Someone who was not invited goes as the Jabberwocky a (fierce creature from the book) and brings mayhem to the girls' night as he starts murdering them one by one while the party is taking place.
When the Jabberwocky steals Betty away, everyone comes to her rescue.
Before he died, this voice was captured in a recording was made of him reading “Jabberwocky” from Lewis Carroll’s Through the Looking-Glass, and What Alice Found There (1872), a book both dear and inspirational to him.
Cheshire Cat, Jabberwock, Dormouse
The generic name is derived from the fantasy creatures known as 'borogoves' in the Lewis Carroll poem Jabberwocky, part of his Alice's Adventures in Wonderland.
The school's newspaper, the Jabberwocky, takes its name from Lewis Carroll's poem of the same name from "Through the Looking-Glass, and What Alice Found There".
In addition to the main restriction, the author attempts to mimic portions, or entire works, of different types and pieces of literature (The Raven, Jabberwocky, the lyrics of Yes, The Love Song of J. Alfred Prufrock, Rubaiyat, Hamlet, and Carl Sandburg's Grass) in story, structure, and rhyme.
Jabberwocky sentences take their name from the language of Lewis Carroll's well-known poem "Jabberwocky".
Two of his best-known roles were in Time Bandits, where he played Benson, a mentally disturbed follower to Evil, and in Jabberwocky, where he played a footless man known as Wat Dabney.
Appleseed comes across as a peyote-powered academic experiment, a fusion of William S. Burroughs' Naked Lunch and Lewis Carroll's Jabberwocky...
It is in the same style of their previous albums, continuing their rich use of samples as diverse as Raymond Baxter ("That's the picture. You s-you see it for yourself."), W. H. Auden ("This great society is going smash / A culture is no better than its woods", from his poem "Bucolics: II, Woods"), and a reading of Lewis Carroll's poem "Jabberwocky".
His four other work include a collection of short stories, two political thrillers, and the cult novelization of Terry Gilliam's Jabberwocky.
The tale is said by many to be the inspiration for Lewis Carroll's poem Jabberwocky which he wrote while in Croft on Tees and Whitburn.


→ **DIRECTIONS FOR THIS TASK**: Output all of the lines below exactly, and leave out each image.

[Opening SUPPLIED ENTRIES section]

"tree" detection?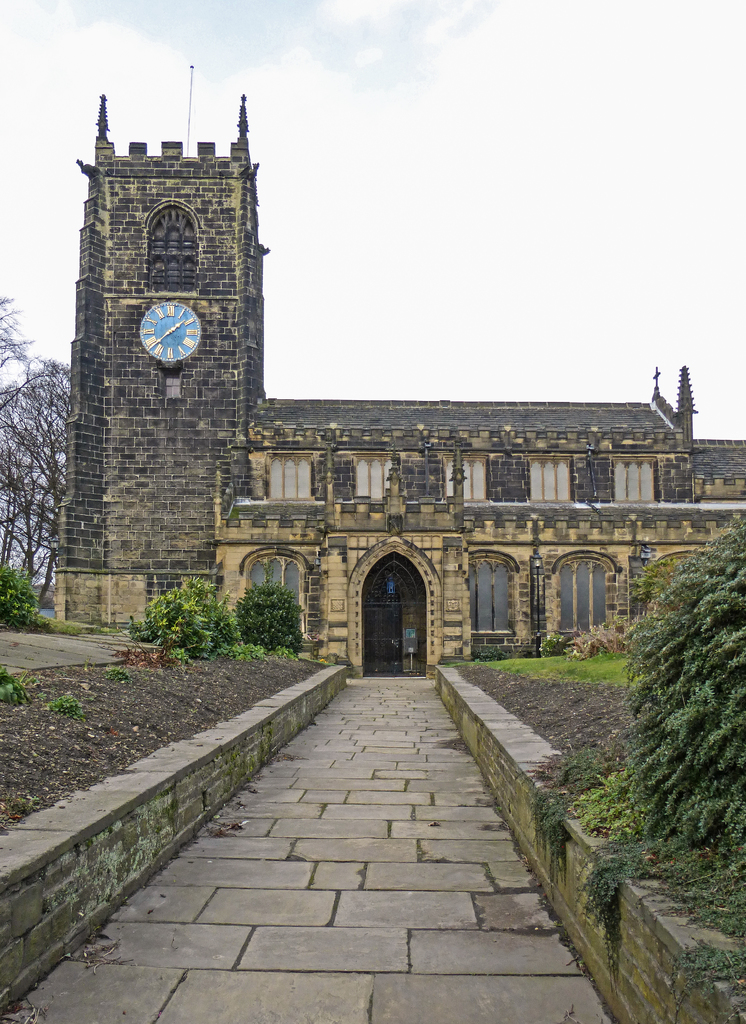
crop(0, 297, 31, 387)
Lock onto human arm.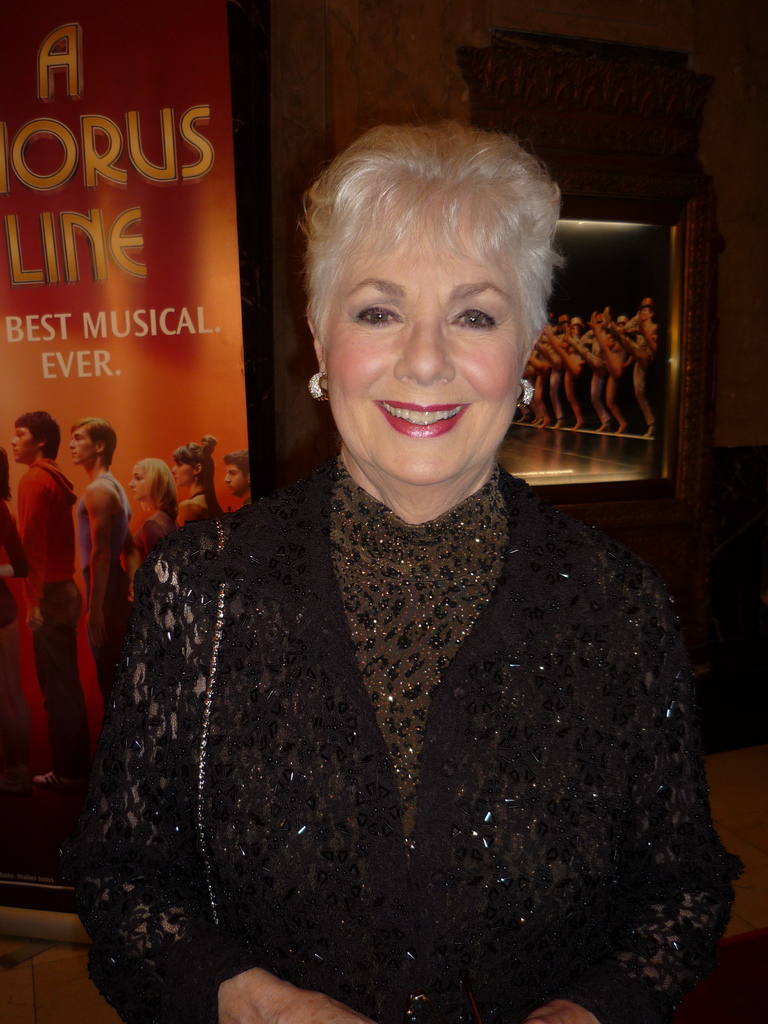
Locked: Rect(581, 333, 595, 347).
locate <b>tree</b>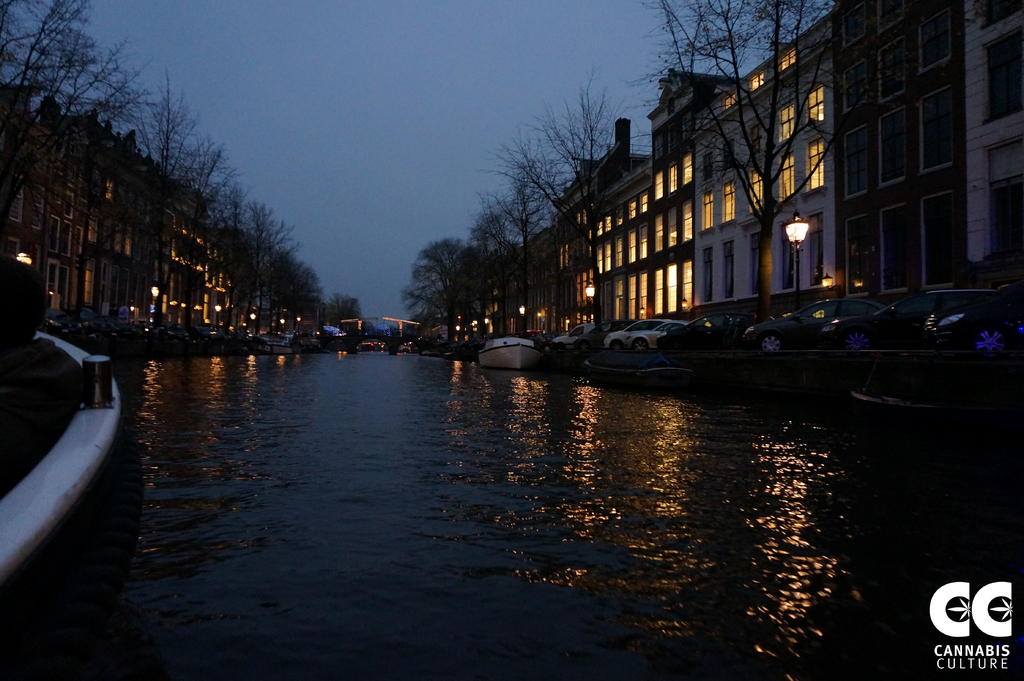
(616,0,885,304)
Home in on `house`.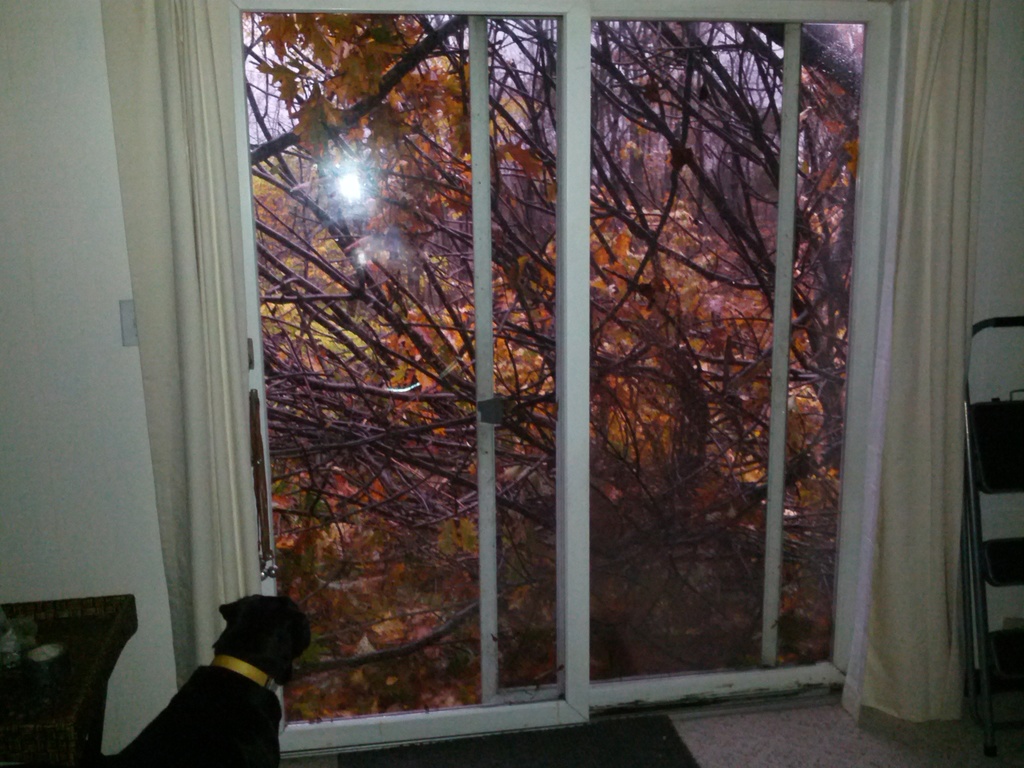
Homed in at bbox=[0, 0, 1023, 767].
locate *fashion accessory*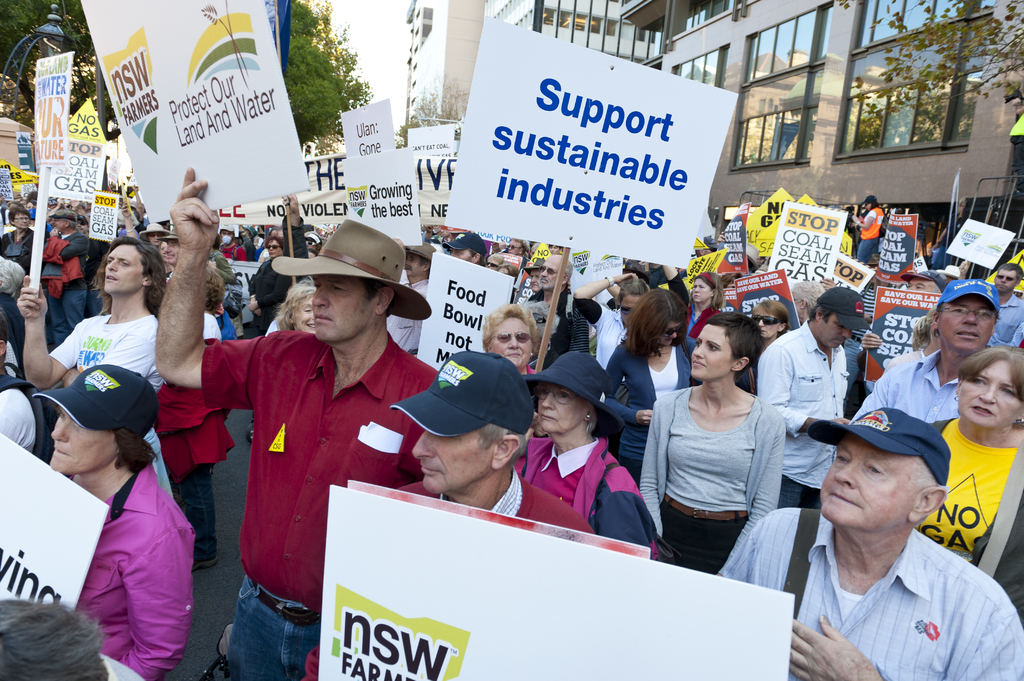
locate(783, 508, 821, 618)
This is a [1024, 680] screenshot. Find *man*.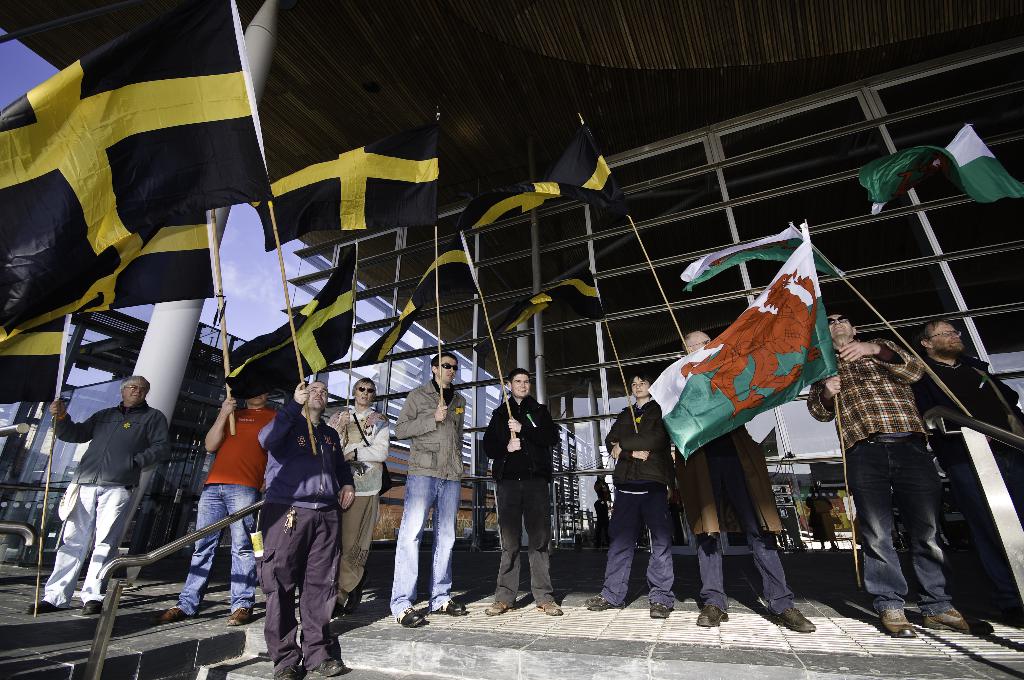
Bounding box: x1=259 y1=377 x2=358 y2=677.
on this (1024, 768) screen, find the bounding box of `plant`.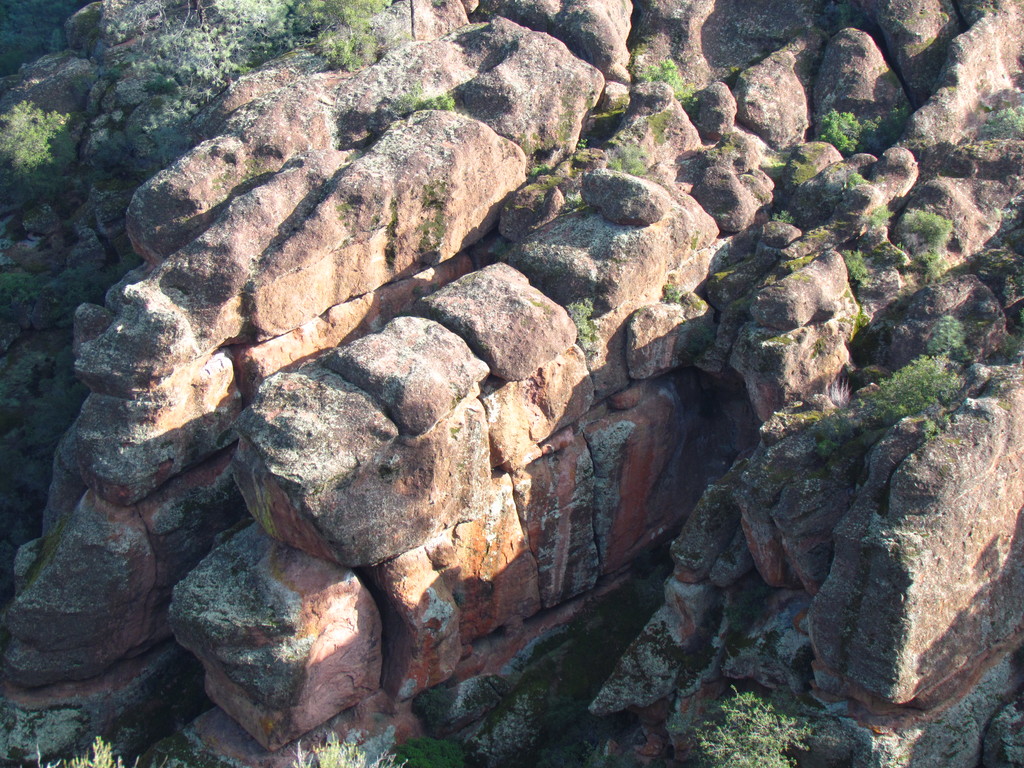
Bounding box: 690,684,807,767.
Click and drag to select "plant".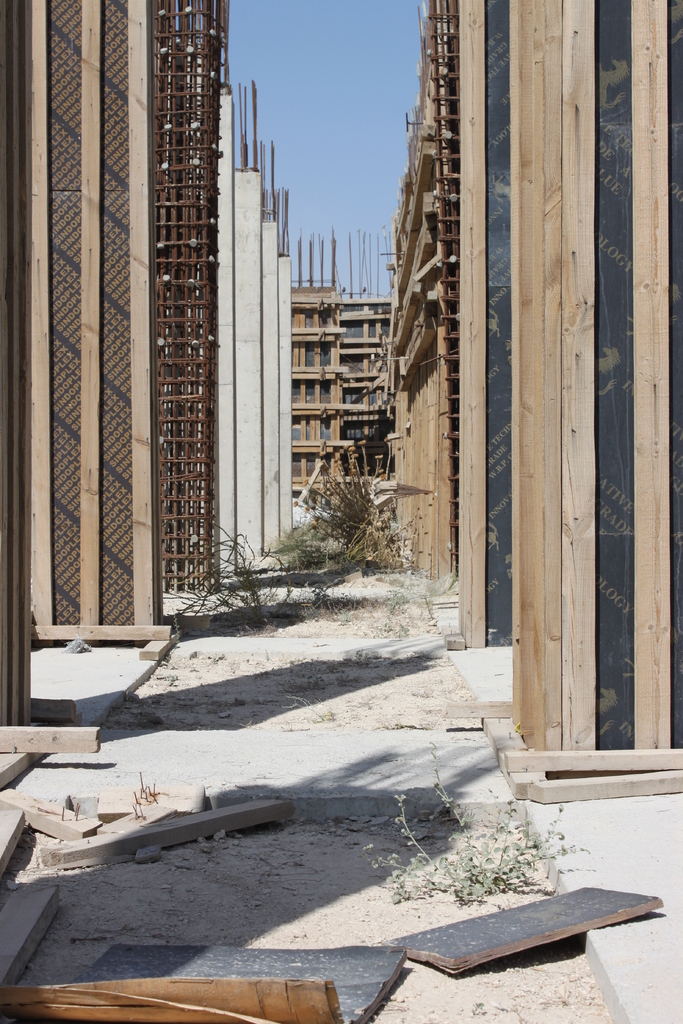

[Closing SUPPLIED ENTRIES section]

→ **REPLY TO THE EXERCISE**:
"tree" detection?
crop(0, 297, 31, 387)
Lock onto human arm.
Locked: Rect(581, 333, 595, 347).
locate <b>tree</b>
(616,0,885,304)
Home in on `house`.
Homed in at bbox=[0, 0, 1023, 767].
locate *fashion accessory*
locate(783, 508, 821, 618)
This is a [1024, 680] screenshot. Find *man*.
Bounding box: x1=259 y1=377 x2=358 y2=677.
on this (1024, 768) screen, find the bounding box of `plant`.
Bounding box: 690,684,807,767.
Click and drag to select "plant".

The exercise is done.